When you see the review quotes in newspaper ads, it's even worse. They're flat-out Oliver Stoned. In one ad appearing in the New York Times, we read Richard Roeper of Ebert & Roeper declare the movie to be "Wild ? Glorious ? Entertaining." There's a reason for those ellipses. It's not exactly what he wrote. The full sentence: "It's just a wild, glorious, wacky mess that I found entertaining."
Newsweek film critic David Ansen raves in the ad that, "'Alexander' is filled with spectacular battles, opulent sets and grand passions." Now read Mr. Ansen's complete sentence: "Though filled with spectacular battles, opulent sets and grand Hellenic passions, this madly ambitious film doesn't compute." Nor was the movie studio about to quote this line from Ansen's review: "With this sometimes stunning, ultimately stupefying epic Stone has met his Waterloo." Or this sentence: "By the end of this histrionic historical slog, you are more likely to feel numb, and not at all sure what compelled him to tell this story. It's a long march with no destination in sight."
So where does one go to find an accurate review, then? There's no science, of course, but for my money, go to the hilarious www.rottentomatoes.com site and its compendium of (mostly) Bronx cheers across the land. "I predict that 'Alexander's one achievement will be the most walked out movie of the year"? "Pretty much a mess, an alternately turgid and florid movie that feels like a drugged-out version of a Cecil B. DeMille epic"? "A swollen behemoth of a celluloid monster -- sometimes mildly interesting but most of the time downright boring"?"Toward the end of the movie, I wanted to kill Alexander just to get it over with and go home." ? "A great thunderous wreck, loud as a gong and just as hollow"? "An absolute mess."
No critic puts this $155 million disaster in its place better than Eric Snider of EricDSnider.com. "Oliver Stone doesn't just create train wrecks. He knocks the train off the rails, sets it on fire, then kills every person on board. (And takes three hours to do it.)"
(With reports by Stephanie DuBois and Emily Feimster)
Brent Bozell
Founder and President of the
Media Research Center, Brent Bozell runs the largest media watchdog organization in America.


◆ PROMPT
The answer must be an exact copy of every record.

◆ TASK INPUT

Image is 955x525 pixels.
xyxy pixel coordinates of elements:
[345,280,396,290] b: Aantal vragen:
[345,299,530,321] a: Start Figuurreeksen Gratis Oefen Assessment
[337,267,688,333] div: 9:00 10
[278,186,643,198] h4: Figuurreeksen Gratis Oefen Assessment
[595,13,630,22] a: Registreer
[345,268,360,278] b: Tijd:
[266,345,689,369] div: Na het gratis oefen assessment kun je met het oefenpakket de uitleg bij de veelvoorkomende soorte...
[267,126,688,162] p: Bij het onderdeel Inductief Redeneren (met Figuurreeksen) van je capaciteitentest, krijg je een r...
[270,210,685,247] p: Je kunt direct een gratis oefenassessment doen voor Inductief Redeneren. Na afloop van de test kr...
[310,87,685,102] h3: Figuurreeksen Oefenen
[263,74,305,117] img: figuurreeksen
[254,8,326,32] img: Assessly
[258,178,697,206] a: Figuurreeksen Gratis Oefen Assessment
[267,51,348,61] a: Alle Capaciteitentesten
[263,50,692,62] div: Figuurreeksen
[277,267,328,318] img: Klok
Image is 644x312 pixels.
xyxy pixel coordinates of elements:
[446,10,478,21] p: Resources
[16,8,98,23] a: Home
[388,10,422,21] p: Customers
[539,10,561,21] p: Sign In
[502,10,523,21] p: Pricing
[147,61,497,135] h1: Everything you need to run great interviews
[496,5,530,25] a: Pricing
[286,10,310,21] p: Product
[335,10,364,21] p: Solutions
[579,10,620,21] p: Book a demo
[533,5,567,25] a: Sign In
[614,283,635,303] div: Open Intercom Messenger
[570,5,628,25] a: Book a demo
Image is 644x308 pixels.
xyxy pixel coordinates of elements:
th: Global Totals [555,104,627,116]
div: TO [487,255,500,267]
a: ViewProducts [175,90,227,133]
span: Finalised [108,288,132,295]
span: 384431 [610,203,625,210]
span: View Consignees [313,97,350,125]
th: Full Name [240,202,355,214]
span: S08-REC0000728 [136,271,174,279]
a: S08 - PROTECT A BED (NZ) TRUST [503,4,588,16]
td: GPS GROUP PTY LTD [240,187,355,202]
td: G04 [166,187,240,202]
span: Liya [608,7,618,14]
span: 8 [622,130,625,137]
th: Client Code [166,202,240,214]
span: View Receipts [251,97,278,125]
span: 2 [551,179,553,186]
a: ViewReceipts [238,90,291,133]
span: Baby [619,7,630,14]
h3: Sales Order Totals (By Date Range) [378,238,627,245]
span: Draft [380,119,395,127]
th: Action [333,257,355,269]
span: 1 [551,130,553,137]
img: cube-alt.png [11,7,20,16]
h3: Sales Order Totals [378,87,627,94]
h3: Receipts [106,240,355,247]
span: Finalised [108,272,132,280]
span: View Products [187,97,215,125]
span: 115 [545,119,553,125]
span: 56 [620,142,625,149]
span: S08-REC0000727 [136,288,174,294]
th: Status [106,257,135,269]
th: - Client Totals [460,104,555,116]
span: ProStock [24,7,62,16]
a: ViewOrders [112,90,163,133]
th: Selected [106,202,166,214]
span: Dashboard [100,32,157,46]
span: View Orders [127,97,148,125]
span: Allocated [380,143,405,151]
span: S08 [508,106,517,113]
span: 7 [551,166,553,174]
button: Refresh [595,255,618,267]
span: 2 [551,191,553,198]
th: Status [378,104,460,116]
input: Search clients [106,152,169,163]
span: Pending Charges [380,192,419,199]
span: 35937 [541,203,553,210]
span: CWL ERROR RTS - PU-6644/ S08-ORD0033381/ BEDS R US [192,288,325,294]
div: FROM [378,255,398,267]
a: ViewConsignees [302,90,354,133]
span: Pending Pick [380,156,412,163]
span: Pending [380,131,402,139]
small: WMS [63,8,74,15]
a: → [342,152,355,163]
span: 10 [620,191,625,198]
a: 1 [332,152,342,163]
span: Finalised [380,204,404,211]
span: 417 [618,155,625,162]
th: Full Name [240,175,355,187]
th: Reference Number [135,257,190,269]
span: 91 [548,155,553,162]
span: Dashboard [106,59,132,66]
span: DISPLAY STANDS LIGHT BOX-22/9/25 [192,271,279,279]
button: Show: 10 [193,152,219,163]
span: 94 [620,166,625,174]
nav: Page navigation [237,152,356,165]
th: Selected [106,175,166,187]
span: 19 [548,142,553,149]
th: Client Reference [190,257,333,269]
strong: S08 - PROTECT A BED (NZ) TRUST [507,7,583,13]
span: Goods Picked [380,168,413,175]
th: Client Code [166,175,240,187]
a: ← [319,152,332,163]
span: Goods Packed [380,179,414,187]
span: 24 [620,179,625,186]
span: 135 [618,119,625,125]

◆ EXPECTED OUTPUT
Image is 955x525 pixels.
xyxy pixel coordinates of elements:
[345,280,396,290] b: Aantal vragen:
[345,299,530,321] a: Start Figuurreeksen Gratis Oefen Assessment
[337,267,688,333] div: 9:00 10
[278,186,643,198] h4: Figuurreeksen Gratis Oefen Assessment
[595,13,630,22] a: Registreer
[345,268,360,278] b: Tijd:
[266,345,689,369] div: Na het gratis oefen assessment kun je met het oefenpakket de uitleg bij de veelvoorkomende soorte...
[267,126,688,162] p: Bij het onderdeel Inductief Redeneren (met Figuurreeksen) van je capaciteitentest, krijg je een r...
[270,210,685,247] p: Je kunt direct een gratis oefenassessment doen voor Inductief Redeneren. Na afloop van de test kr...
[310,87,685,102] h3: Figuurreeksen Oefenen
[263,74,305,117] img: figuurreeksen
[254,8,326,32] img: Assessly
[258,178,697,206] a: Figuurreeksen Gratis Oefen Assessment
[267,51,348,61] a: Alle Capaciteitentesten
[263,50,692,62] div: Figuurreeksen
[277,267,328,318] img: Klok
Image is 644x312 pixels.
xyxy pixel coordinates of elements:
[446,10,478,21] p: Resources
[16,8,98,23] a: Home
[388,10,422,21] p: Customers
[539,10,561,21] p: Sign In
[502,10,523,21] p: Pricing
[147,61,497,135] h1: Everything you need to run great interviews
[496,5,530,25] a: Pricing
[286,10,310,21] p: Product
[335,10,364,21] p: Solutions
[579,10,620,21] p: Book a demo
[533,5,567,25] a: Sign In
[614,283,635,303] div: Open Intercom Messenger
[570,5,628,25] a: Book a demo
Image is 644x308 pixels.
xyxy pixel coordinates of elements:
th: Global Totals [555,104,627,116]
div: TO [487,255,500,267]
a: ViewProducts [175,90,227,133]
span: Finalised [108,288,132,295]
span: 384431 [610,203,625,210]
span: View Consignees [313,97,350,125]
th: Full Name [240,202,355,214]
span: S08-REC0000728 [136,271,174,279]
a: S08 - PROTECT A BED (NZ) TRUST [503,4,588,16]
td: GPS GROUP PTY LTD [240,187,355,202]
td: G04 [166,187,240,202]
span: Liya [608,7,618,14]
span: 8 [622,130,625,137]
th: Client Code [166,202,240,214]
span: View Receipts [251,97,278,125]
span: 2 [551,179,553,186]
a: ViewReceipts [238,90,291,133]
span: Baby [619,7,630,14]
h3: Sales Order Totals (By Date Range) [378,238,627,245]
span: Draft [380,119,395,127]
th: Action [333,257,355,269]
span: 1 [551,130,553,137]
img: cube-alt.png [11,7,20,16]
h3: Sales Order Totals [378,87,627,94]
h3: Receipts [106,240,355,247]
span: Finalised [108,272,132,280]
span: View Products [187,97,215,125]
span: 115 [545,119,553,125]
span: 56 [620,142,625,149]
span: S08-REC0000727 [136,288,174,294]
th: Status [106,257,135,269]
th: - Client Totals [460,104,555,116]
span: ProStock [24,7,62,16]
a: ViewOrders [112,90,163,133]
th: Selected [106,202,166,214]
span: Dashboard [100,32,157,46]
span: View Orders [127,97,148,125]
span: Allocated [380,143,405,151]
span: S08 [508,106,517,113]
span: 7 [551,166,553,174]
button: Refresh [595,255,618,267]
span: 2 [551,191,553,198]
th: Status [378,104,460,116]
input: Search clients [106,152,169,163]
span: Pending Charges [380,192,419,199]
span: 35937 [541,203,553,210]
span: CWL ERROR RTS - PU-6644/ S08-ORD0033381/ BEDS R US [192,288,325,294]
div: FROM [378,255,398,267]
a: ViewConsignees [302,90,354,133]
span: Pending Pick [380,156,412,163]
span: Pending [380,131,402,139]
small: WMS [63,8,74,15]
a: → [342,152,355,163]
span: 10 [620,191,625,198]
a: 1 [332,152,342,163]
span: Finalised [380,204,404,211]
span: 417 [618,155,625,162]
th: Full Name [240,175,355,187]
th: Reference Number [135,257,190,269]
span: 91 [548,155,553,162]
span: Dashboard [106,59,132,66]
span: DISPLAY STANDS LIGHT BOX-22/9/25 [192,271,279,279]
button: Show: 10 [193,152,219,163]
span: 94 [620,166,625,174]
nav: Page navigation [237,152,356,165]
th: Selected [106,175,166,187]
span: 19 [548,142,553,149]
th: Client Reference [190,257,333,269]
strong: S08 - PROTECT A BED (NZ) TRUST [507,7,583,13]
span: Goods Picked [380,168,413,175]
th: Client Code [166,175,240,187]
a: ← [319,152,332,163]
span: Goods Packed [380,179,414,187]
span: 24 [620,179,625,186]
span: 135 [618,119,625,125]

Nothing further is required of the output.